The lord capitalized on it, slapping the flat of his blade against Blake’s helmet with a humiliating thwack that rang like a bell.

It stung, but it didn’t break his stride. Blake decided to show the pampered lord how an Isleman used his head. He lunged forward, slamming his forehead, encased in the heavy iron of the Sultan’s own Royal Guard, directly into Xerxe’s lordly visor.

Steel crunched against steel. The armor held, but the meat beneath it failed; he staggered back probably seeing stars on the back of his lid, his boots skidding until he hit the gunwale with a heavy thud.

"My turn!" Blake growled as he intended to open the boy from groin to chin.

But he missed the lord entirely, the steel biting three inches deep into the solid oak of the ship’s rail as the man jumped away.

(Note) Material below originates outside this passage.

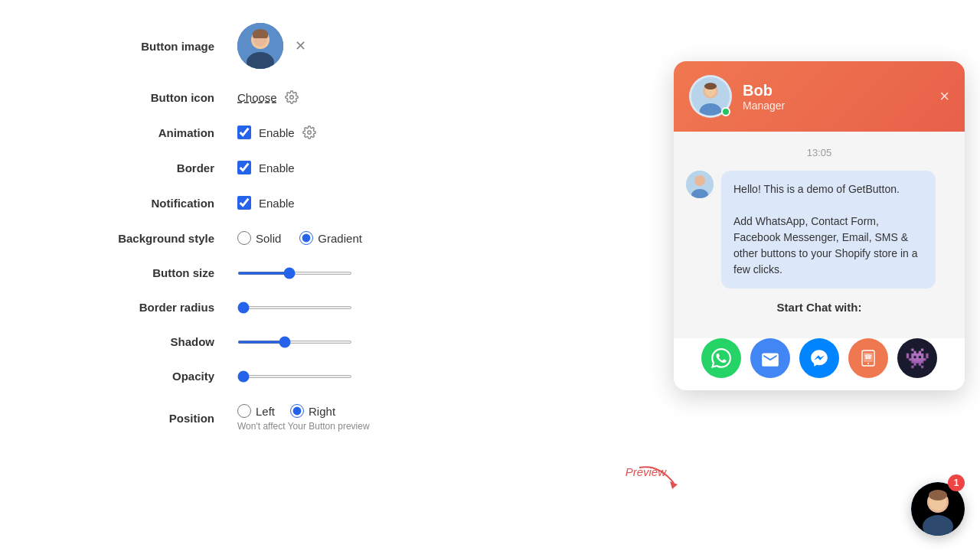  What do you see at coordinates (257, 98) in the screenshot?
I see `choose-icon-link: Choose` at bounding box center [257, 98].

The wood clamped down on it like a virgin grip. Blake tugged once, and realised at once he’d wedged it true. He didn’t waste another heartbeat. He let go of the handle, abandoning the stuck weapon to keep the pressure on with his remaining axe.

Then, the Sea-God decided to play his hand.

A massive swell slammed into the hull, tilting the ship at a sickening angle. Blake, caught mid-stride and off-balance, felt his feet go out from under him. He hit the deck hard, his pride burning hotter than the bruise on his hip.

All fault of that damn thigh.

He looked up, his face flushing with shame, just in time to see the Lord of Damas, who had somehow kept his footing like a mountain goat of Elio, leaping through the air, his blade raised for the kill.

"Die, sea-rat!" Xerxe screamed.

But Blake did not .He rolled.

The scimitar bit into the wood where his head had been a second before. He tried to scramble up, but the boy was relentless. Blow after blow rained down on him, steel whistling past his ears, glancing off his spaulders, taking piece of steel form his helmet, keeping him pinned in a desperate, undignified crawl.

Blake couldn’t find his center to mount a response.

Parry, parry, miss. Parry, parry, hit.

The ship groaned and heeled sharply the other way.Bringing the red angel to his knees once more, his hands slapping into the gore of the deck as he fought to rise.

Xerxe, who had overextended in his bloodlust, swayed as the deck shifted. At long last , he lost his balance at the worst possible moment, tumbling forward and crashing directly atop Blake.

They became a tangle of limbs and armor and in the struggle,the Azanian was the only one with hand on a weapon.

He didn’t have room for a swing, so he drove the weighted steel down like a hammer, smashing it into the side of Blake’s head once, twice, making the world turn a hazy, shimmering red.

But that was all right. They were now close, and the man had no way to run.

He hammered the pommel in his face a third time and then Blake answered back. Only once.

But it was more than enough to knock the boy cold. He gave him two more for a good measure and regarded with great pleasure that he indeed stopped moving.